"And do you really mean," she whispered, stealing a glance up at me, "that if your father goes away, there is nothing left in the world which could give you any pleasure? Nothing you would wish for?"
I thought of Maud—when was I not thinking of her?—and sighed bitterly.
"Only one thing," I said, "and that I cannot have."
"Won't you tell me what it is?" she asked, hesitatingly, with her eyes fixed upon the ground.
I shook my head. "I think not. No, it would be better not."
There was a short silence. Then she lifted her beautiful eyes to mine for a moment, and dropped them again, instantly, with a deep blush: I was puzzled. There was something in them which I could not read, something inviting, beseeching, tender. Knowing what I know now, it seems to me that I must have been a blind, senseless fool. But it is easy to be wise afterwards, and my own sorrows were absorbing every sense.
"Will you tell me this?" she asked. "Does this one thing include somebody else?"
She had read my secret, then; she knew that I loved Maud. Well, it was not very strange that she should have guessed it after all!
"Yes, you have guessed it, Lady Olive," I said quietly, with my eyes fixed upon the line of the horizon where a star-bespangled sky seemed to touch the glistening, dancing sea. "You have guessed it; but remember, I never told you."
I felt a soft breath on my cheek, and before I could move a pair of white arms were thrown around my neck, and a tear-stained, half-blushing, half-smiling face, with a mass of ruffled hair, was lying on my shoulder.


» **ABOUT THIS EXERCISE**:
Please report how many lines in the data below contain "kilometres". Nothing besides the number should be written.

___ AVAILABLE DATA ___

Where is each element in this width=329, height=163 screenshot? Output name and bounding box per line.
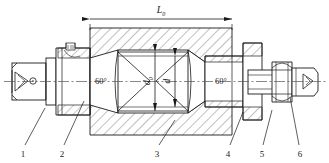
- callout-number-2: 2: [60, 149, 65, 159]
- left-center-angle-label: 60°: [95, 76, 107, 86]
- callout-leader-5: [263, 110, 272, 145]
- drawing-canvas: L0 d0 d 60° 60° 1 2 3 4 5: [0, 0, 329, 163]
- length-dimension-group: L0: [90, 4, 232, 30]
- right-socket-end: [292, 68, 318, 96]
- svg-text:d0: d0: [142, 77, 154, 85]
- callout-number-3: 3: [155, 149, 160, 159]
- callout-number-5: 5: [260, 149, 265, 159]
- right-shank: [248, 70, 274, 94]
- technical-drawing-sheet: L0 d0 d 60° 60° 1 2 3 4 5: [0, 0, 329, 163]
- callout-number-1: 1: [21, 149, 26, 159]
- hex-nut: [272, 62, 292, 102]
- outer-diameter-subscript: 0: [148, 77, 154, 80]
- callout-number-6: 6: [298, 149, 303, 159]
- callout-leader-1: [25, 108, 45, 145]
- callout-number-4: 4: [226, 149, 231, 159]
- svg-text:L0: L0: [156, 4, 166, 17]
- inner-diameter-label: d: [162, 78, 172, 83]
- length-subscript: 0: [162, 11, 165, 17]
- callout-leader-6: [290, 97, 299, 145]
- right-center-angle-label: 60°: [215, 76, 227, 86]
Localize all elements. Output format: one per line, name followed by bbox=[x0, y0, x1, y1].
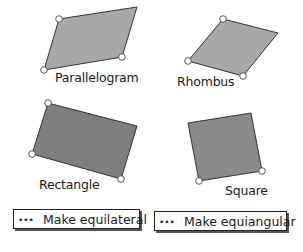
rhombus-label: Rhombus bbox=[177, 74, 234, 89]
rhombus-shape[interactable] bbox=[185, 16, 278, 80]
parallelogram-shape[interactable] bbox=[41, 7, 137, 73]
vertex-handle[interactable] bbox=[196, 178, 203, 185]
rectangle-shape[interactable] bbox=[29, 100, 137, 183]
vertex-handle[interactable] bbox=[118, 176, 125, 183]
make-equilateral-button[interactable]: ••• Make equilateral bbox=[13, 209, 140, 229]
square-label: Square bbox=[225, 183, 268, 198]
dots-icon: ••• bbox=[159, 217, 175, 227]
dots-icon: ••• bbox=[18, 215, 34, 225]
vertex-handle[interactable] bbox=[259, 168, 266, 175]
vertex-handle[interactable] bbox=[185, 58, 192, 65]
make-equilateral-label: Make equilateral bbox=[43, 212, 147, 227]
vertex-handle[interactable] bbox=[240, 73, 247, 80]
rectangle-label: Rectangle bbox=[39, 177, 99, 192]
vertex-handle[interactable] bbox=[45, 100, 52, 107]
parallelogram-label: Parallelogram bbox=[55, 70, 139, 85]
make-equiangular-label: Make equiangular bbox=[184, 214, 296, 229]
square-body[interactable] bbox=[188, 113, 262, 181]
square-shape[interactable] bbox=[188, 113, 265, 184]
rhombus-body[interactable] bbox=[188, 19, 278, 76]
make-equiangular-button[interactable]: ••• Make equiangular bbox=[154, 211, 287, 231]
vertex-handle[interactable] bbox=[41, 67, 48, 74]
rectangle-body[interactable] bbox=[32, 103, 137, 179]
vertex-handle[interactable] bbox=[220, 16, 227, 23]
vertex-handle[interactable] bbox=[56, 16, 63, 23]
vertex-handle[interactable] bbox=[29, 151, 36, 158]
vertex-handle[interactable] bbox=[119, 54, 126, 61]
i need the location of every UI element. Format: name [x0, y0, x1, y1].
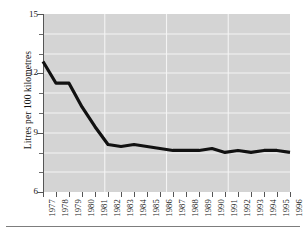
y-tick-label-15: 15: [14, 9, 38, 19]
x-tick-label-1981: 1981: [99, 199, 109, 217]
x-tick-label-1987: 1987: [177, 199, 187, 217]
x-tick-mark-1991: [225, 192, 226, 197]
x-tick-mark-1986: [160, 192, 161, 197]
x-tick-label-1992: 1992: [242, 199, 252, 217]
x-tick-mark-1988: [186, 192, 187, 197]
x-tick-mark-1989: [199, 192, 200, 197]
x-tick-label-1990: 1990: [216, 199, 226, 217]
x-tick-label-1993: 1993: [255, 199, 265, 217]
y-tick-label-6: 6: [14, 186, 38, 196]
x-tick-mark-1977: [43, 192, 44, 197]
plot-gridlines: [44, 14, 290, 192]
footer-divider: [6, 226, 300, 227]
y-tick-label-12: 12: [14, 67, 38, 77]
x-tick-label-1985: 1985: [151, 199, 161, 217]
x-tick-label-1977: 1977: [47, 199, 57, 217]
x-tick-mark-1994: [264, 192, 265, 197]
x-tick-label-1988: 1988: [190, 199, 200, 217]
x-tick-label-1980: 1980: [86, 199, 96, 217]
x-tick-mark-1978: [56, 192, 57, 197]
x-tick-mark-1983: [121, 192, 122, 197]
y-axis-title: Litres per 100 kilometres: [23, 20, 33, 180]
x-tick-label-1982: 1982: [112, 199, 122, 217]
x-tick-label-1978: 1978: [60, 199, 70, 217]
x-tick-mark-1982: [108, 192, 109, 197]
x-tick-mark-1993: [251, 192, 252, 197]
x-tick-mark-1996: [290, 192, 291, 197]
x-tick-mark-1979: [69, 192, 70, 197]
x-tick-label-1996: 1996: [294, 199, 304, 217]
chart-figure: Litres per 100 kilometres 15 12 9 6: [0, 0, 306, 232]
x-tick-mark-1981: [95, 192, 96, 197]
x-tick-mark-1980: [82, 192, 83, 197]
x-tick-mark-1995: [277, 192, 278, 197]
x-tick-label-1991: 1991: [229, 199, 239, 217]
x-tick-label-1994: 1994: [268, 199, 278, 217]
x-tick-mark-1990: [212, 192, 213, 197]
x-tick-label-1986: 1986: [164, 199, 174, 217]
x-tick-mark-1984: [134, 192, 135, 197]
x-tick-mark-1992: [238, 192, 239, 197]
x-tick-mark-1985: [147, 192, 148, 197]
x-tick-label-1989: 1989: [203, 199, 213, 217]
plot-area: [43, 14, 290, 192]
x-tick-mark-1987: [173, 192, 174, 197]
x-tick-label-1983: 1983: [125, 199, 135, 217]
y-tick-label-9: 9: [14, 127, 38, 137]
x-tick-label-1995: 1995: [281, 199, 291, 217]
x-tick-label-1979: 1979: [73, 199, 83, 217]
x-tick-label-1984: 1984: [138, 199, 148, 217]
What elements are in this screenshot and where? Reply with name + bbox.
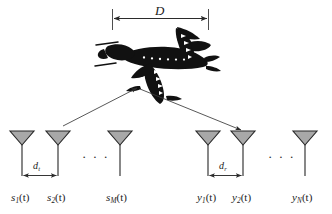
ellipsis-receive: · · ·	[268, 150, 296, 163]
signal-label-txM: sM(t)	[106, 192, 127, 205]
antenna-rxN	[293, 131, 317, 176]
diagram-svg	[0, 0, 332, 214]
signal-label-rx2: y2(t)	[232, 192, 251, 205]
antenna-rx1	[196, 131, 220, 176]
spacing-label-dr-sub: r	[224, 165, 227, 172]
spacing-label-dr: dr	[219, 161, 227, 172]
figure-canvas: D dt dr · · · · · · s1(t) s2(t) sM(t) y1…	[0, 0, 332, 214]
rx2-arg: (t)	[241, 191, 251, 203]
antenna-txM	[108, 131, 132, 176]
rx1-arg: (t)	[206, 191, 216, 203]
airplane-silhouette	[95, 27, 221, 104]
spacing-label-dt-sub: t	[38, 165, 40, 172]
tx1-arg: (t)	[19, 191, 29, 203]
tx2-arg: (t)	[55, 191, 65, 203]
antenna-tx2	[46, 131, 70, 176]
antenna-rx2	[231, 131, 255, 176]
signal-label-rxN: yN(t)	[292, 192, 312, 205]
signal-label-tx1: s1(t)	[11, 192, 29, 205]
rxN-arg: (t)	[302, 191, 312, 203]
signal-label-rx1: y1(t)	[197, 192, 216, 205]
propagation-paths	[63, 88, 241, 130]
aperture-label-D: D	[155, 4, 164, 17]
spacing-label-dt: dt	[33, 161, 40, 172]
txM-arg: (t)	[117, 191, 127, 203]
ellipsis-transmit: · · ·	[82, 150, 110, 163]
antenna-tx1	[10, 131, 34, 176]
signal-label-tx2: s2(t)	[47, 192, 65, 205]
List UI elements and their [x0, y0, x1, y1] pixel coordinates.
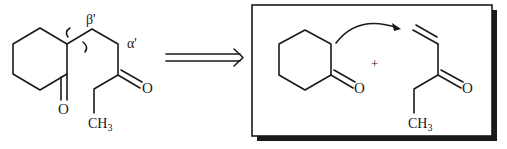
- retrosynthesis-arrow-icon: [166, 49, 243, 66]
- disconnection-mark-icon: [66, 28, 86, 52]
- target-ring-oxygen: O: [58, 101, 69, 117]
- beta-prime-label: β': [86, 12, 96, 27]
- target-chain-carbonyl-double: [121, 70, 142, 82]
- target-cyclohexane-ring: [13, 28, 67, 90]
- target-methyl-label: CH3: [88, 116, 112, 133]
- evk-oxygen: O: [462, 80, 473, 96]
- alpha-prime-label: α': [127, 36, 137, 51]
- target-ethyl-bonds: [94, 75, 118, 113]
- target-chain-carbonyl-bond: [118, 75, 140, 88]
- synthons-box: O + O CH3: [252, 5, 497, 141]
- target-chain-oxygen: O: [142, 80, 153, 96]
- target-side-chain: [67, 29, 118, 75]
- cyclohexanone-oxygen: O: [354, 80, 365, 96]
- retrosynthesis-diagram: O β' α' O CH3 O +: [0, 0, 507, 149]
- target-molecule: O β' α' O CH3: [13, 12, 153, 133]
- plus-sign: +: [371, 56, 378, 71]
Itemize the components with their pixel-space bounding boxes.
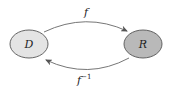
- forward-arrow: [44, 22, 127, 32]
- edge-label-f-inverse: f−1: [76, 73, 91, 87]
- range-label: R: [138, 38, 147, 51]
- function-mapping-diagram: f f−1 D R: [0, 0, 173, 90]
- edge-r-to-d: f−1: [46, 58, 129, 87]
- edge-label-f: f: [83, 6, 90, 19]
- node-range: R: [124, 30, 162, 58]
- domain-label: D: [24, 38, 34, 51]
- node-domain: D: [10, 30, 48, 58]
- inverse-arrow: [46, 58, 129, 70]
- edge-d-to-r: f: [44, 6, 127, 32]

___

» **ANSWER FOR THE TASK**:
2